All prisoners in England and Wales could be banned from watching channels such as Sky Sports in their cells, a government minister has indicated.
Offenders in private prisons are able to access pay-TV channels for a small weekly fee, but inmates in publicly run jails can only watch free-to-air ones.
Asked on Tuesday whether this would continue, Prisons Minister Jeremy Wright said “not for much longer”.
The brutality of taking pay TV channels away from convicted criminals is a barbarity that defies belief. I am lost for words.
Our diocese, which represents 300,000 Anglicans in southern Ontario, [a little exaggeration: there are only 320,00 church attending Anglicans in all of Canada] is committed to building communities of compassion and hope through nurturing healthy, vibrant congregations. We are deeply concerned that in a time of economic downturn the government is proposing to build more prisons rather than fund lower cost alternatives that enhance community health and build restorative relationships and stability………..
The Canadian government has regrettably embraced a belief in punishment-for-crime that first requires us to isolate and separate the offender from the rest of us. That separation makes what happens later easier to ignore: by increasing the number of people in jail for lengthier sentences you are decreasing their chance of success upon release into the community.
So if criminals are not to be separated “from the rest of us”, where will they go? As the Anglican Church of Canada drives Christians out of its denomination, it finds itself with a growing number of empty church buildings: if the bishops really meant what they said, they could rehabilitate criminals by housing them in empty churches. The bishops could be in “relationship” with the offenders, fostering “healing and community building”; I get warm and sentimental just thinking about it.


#### TASK TO COMPLETE:
Only lines with the string "MORTALITY" matter here; gather them from the material below.

#### RECORDS SHOWN:
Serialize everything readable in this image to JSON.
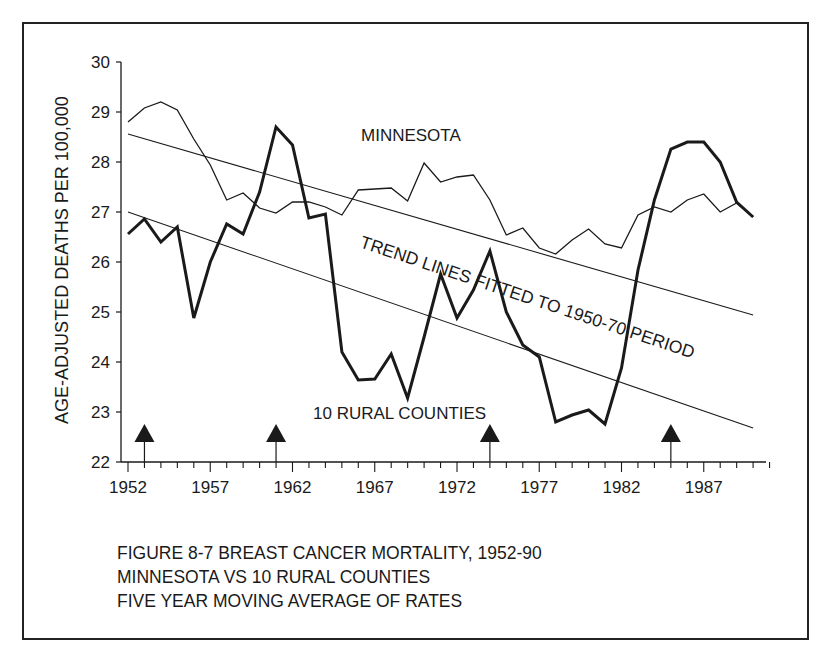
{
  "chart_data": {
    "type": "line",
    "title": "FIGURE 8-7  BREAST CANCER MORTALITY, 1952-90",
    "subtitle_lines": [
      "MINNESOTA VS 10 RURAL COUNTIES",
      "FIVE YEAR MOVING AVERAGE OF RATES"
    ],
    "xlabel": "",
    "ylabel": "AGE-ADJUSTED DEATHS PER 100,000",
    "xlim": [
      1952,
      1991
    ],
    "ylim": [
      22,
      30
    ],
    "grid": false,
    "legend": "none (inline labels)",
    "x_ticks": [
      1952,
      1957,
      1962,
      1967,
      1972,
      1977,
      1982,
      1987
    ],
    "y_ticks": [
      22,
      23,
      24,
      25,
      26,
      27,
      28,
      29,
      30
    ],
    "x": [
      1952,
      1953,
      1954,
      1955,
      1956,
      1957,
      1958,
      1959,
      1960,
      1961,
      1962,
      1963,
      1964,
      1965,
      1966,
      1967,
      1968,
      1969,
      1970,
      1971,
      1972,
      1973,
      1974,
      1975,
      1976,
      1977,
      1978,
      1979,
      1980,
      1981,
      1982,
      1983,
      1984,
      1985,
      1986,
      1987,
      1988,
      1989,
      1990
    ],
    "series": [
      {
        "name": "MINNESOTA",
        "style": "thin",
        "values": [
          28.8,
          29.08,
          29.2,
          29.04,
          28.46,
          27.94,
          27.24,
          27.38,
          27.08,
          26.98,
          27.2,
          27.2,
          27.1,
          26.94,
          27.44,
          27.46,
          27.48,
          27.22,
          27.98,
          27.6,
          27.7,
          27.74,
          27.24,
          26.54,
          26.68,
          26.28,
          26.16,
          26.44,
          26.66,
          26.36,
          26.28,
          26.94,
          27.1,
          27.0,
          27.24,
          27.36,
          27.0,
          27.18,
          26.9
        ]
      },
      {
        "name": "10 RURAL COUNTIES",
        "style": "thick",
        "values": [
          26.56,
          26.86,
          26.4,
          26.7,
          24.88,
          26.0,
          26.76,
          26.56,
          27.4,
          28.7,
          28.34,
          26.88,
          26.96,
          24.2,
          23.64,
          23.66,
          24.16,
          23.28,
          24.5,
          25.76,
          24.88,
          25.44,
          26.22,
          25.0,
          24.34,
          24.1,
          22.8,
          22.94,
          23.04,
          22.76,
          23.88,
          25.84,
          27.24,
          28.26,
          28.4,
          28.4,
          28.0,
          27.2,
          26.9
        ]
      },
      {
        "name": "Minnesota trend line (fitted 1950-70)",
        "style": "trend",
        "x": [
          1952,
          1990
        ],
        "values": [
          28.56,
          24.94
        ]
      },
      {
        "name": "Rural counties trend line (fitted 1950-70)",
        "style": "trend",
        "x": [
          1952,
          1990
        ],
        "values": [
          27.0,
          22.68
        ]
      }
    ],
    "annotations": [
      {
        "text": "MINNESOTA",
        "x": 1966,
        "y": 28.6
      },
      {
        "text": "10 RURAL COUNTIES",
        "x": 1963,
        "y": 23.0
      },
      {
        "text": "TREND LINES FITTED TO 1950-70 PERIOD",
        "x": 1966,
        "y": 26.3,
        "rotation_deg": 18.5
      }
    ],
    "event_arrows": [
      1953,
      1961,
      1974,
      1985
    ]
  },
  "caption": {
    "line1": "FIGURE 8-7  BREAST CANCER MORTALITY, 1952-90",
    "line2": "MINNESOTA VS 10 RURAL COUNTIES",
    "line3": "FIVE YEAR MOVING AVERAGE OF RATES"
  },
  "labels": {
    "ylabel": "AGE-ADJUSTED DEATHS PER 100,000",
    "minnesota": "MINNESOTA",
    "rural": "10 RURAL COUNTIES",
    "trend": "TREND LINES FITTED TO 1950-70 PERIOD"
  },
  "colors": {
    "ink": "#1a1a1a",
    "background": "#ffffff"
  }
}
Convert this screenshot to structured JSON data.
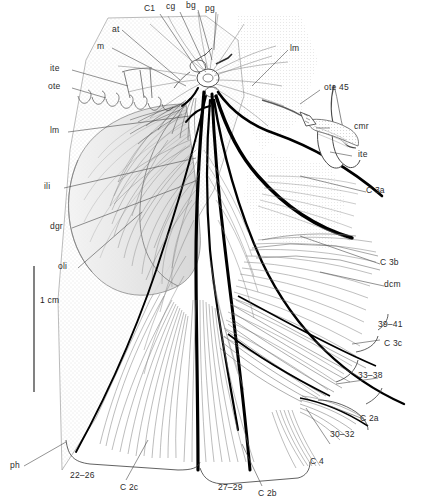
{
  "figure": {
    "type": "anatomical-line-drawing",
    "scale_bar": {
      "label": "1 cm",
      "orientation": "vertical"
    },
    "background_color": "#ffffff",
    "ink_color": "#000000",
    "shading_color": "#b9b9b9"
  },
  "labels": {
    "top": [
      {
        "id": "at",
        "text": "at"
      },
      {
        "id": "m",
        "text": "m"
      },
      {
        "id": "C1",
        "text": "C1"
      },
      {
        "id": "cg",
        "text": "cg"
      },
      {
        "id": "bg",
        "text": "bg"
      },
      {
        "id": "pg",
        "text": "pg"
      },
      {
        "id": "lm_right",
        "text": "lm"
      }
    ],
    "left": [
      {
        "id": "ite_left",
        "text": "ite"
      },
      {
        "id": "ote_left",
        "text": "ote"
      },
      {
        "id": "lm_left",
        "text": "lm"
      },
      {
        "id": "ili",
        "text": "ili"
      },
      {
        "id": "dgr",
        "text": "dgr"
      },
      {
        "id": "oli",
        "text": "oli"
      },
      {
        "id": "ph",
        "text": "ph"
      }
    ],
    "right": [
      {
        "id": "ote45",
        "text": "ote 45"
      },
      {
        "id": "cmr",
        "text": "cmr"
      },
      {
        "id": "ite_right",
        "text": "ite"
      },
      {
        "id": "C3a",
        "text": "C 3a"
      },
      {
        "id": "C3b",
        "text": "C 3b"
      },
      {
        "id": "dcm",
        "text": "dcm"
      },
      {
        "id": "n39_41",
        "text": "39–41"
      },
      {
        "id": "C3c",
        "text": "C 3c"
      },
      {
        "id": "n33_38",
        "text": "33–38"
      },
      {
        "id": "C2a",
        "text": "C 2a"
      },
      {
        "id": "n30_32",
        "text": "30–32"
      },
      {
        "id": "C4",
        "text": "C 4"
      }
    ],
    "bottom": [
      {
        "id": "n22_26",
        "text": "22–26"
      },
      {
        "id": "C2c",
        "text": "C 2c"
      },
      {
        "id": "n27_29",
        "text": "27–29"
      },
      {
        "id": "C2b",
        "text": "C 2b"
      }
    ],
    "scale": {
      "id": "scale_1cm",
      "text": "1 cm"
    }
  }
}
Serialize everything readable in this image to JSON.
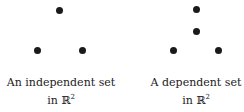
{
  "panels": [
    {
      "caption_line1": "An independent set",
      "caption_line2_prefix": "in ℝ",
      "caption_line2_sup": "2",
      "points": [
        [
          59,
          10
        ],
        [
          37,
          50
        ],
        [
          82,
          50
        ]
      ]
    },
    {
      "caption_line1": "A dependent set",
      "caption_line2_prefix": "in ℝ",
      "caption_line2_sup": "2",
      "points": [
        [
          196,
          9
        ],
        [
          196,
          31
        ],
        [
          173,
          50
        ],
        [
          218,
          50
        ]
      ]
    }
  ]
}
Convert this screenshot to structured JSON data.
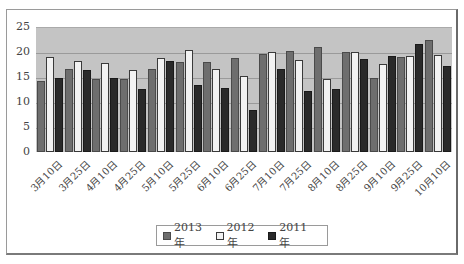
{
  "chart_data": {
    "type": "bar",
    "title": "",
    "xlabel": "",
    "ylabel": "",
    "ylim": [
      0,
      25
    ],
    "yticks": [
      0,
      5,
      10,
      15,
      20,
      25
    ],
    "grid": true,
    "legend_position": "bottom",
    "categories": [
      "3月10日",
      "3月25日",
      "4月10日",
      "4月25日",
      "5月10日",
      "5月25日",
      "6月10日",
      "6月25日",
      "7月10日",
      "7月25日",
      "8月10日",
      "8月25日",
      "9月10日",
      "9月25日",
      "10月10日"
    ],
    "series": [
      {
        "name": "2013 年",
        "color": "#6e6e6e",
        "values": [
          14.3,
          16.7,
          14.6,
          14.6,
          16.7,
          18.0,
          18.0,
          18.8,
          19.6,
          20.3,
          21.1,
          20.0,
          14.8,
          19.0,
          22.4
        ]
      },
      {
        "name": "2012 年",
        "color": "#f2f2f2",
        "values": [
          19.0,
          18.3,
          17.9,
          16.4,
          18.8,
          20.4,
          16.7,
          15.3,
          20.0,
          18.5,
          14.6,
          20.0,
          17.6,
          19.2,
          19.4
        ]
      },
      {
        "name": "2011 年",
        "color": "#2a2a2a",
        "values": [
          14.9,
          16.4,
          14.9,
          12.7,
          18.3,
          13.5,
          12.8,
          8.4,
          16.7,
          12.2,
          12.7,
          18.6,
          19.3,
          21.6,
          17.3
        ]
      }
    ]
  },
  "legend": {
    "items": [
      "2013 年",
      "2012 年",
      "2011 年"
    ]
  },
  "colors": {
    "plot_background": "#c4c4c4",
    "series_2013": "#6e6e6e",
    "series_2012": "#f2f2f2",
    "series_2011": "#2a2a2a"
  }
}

#### ANSWER TO THIS EXERCISE:
    "title": "FIGURE 8-7  BREAST CANCER MORTALITY, 1952-90",
    "line1": "FIGURE 8-7  BREAST CANCER MORTALITY, 1952-90",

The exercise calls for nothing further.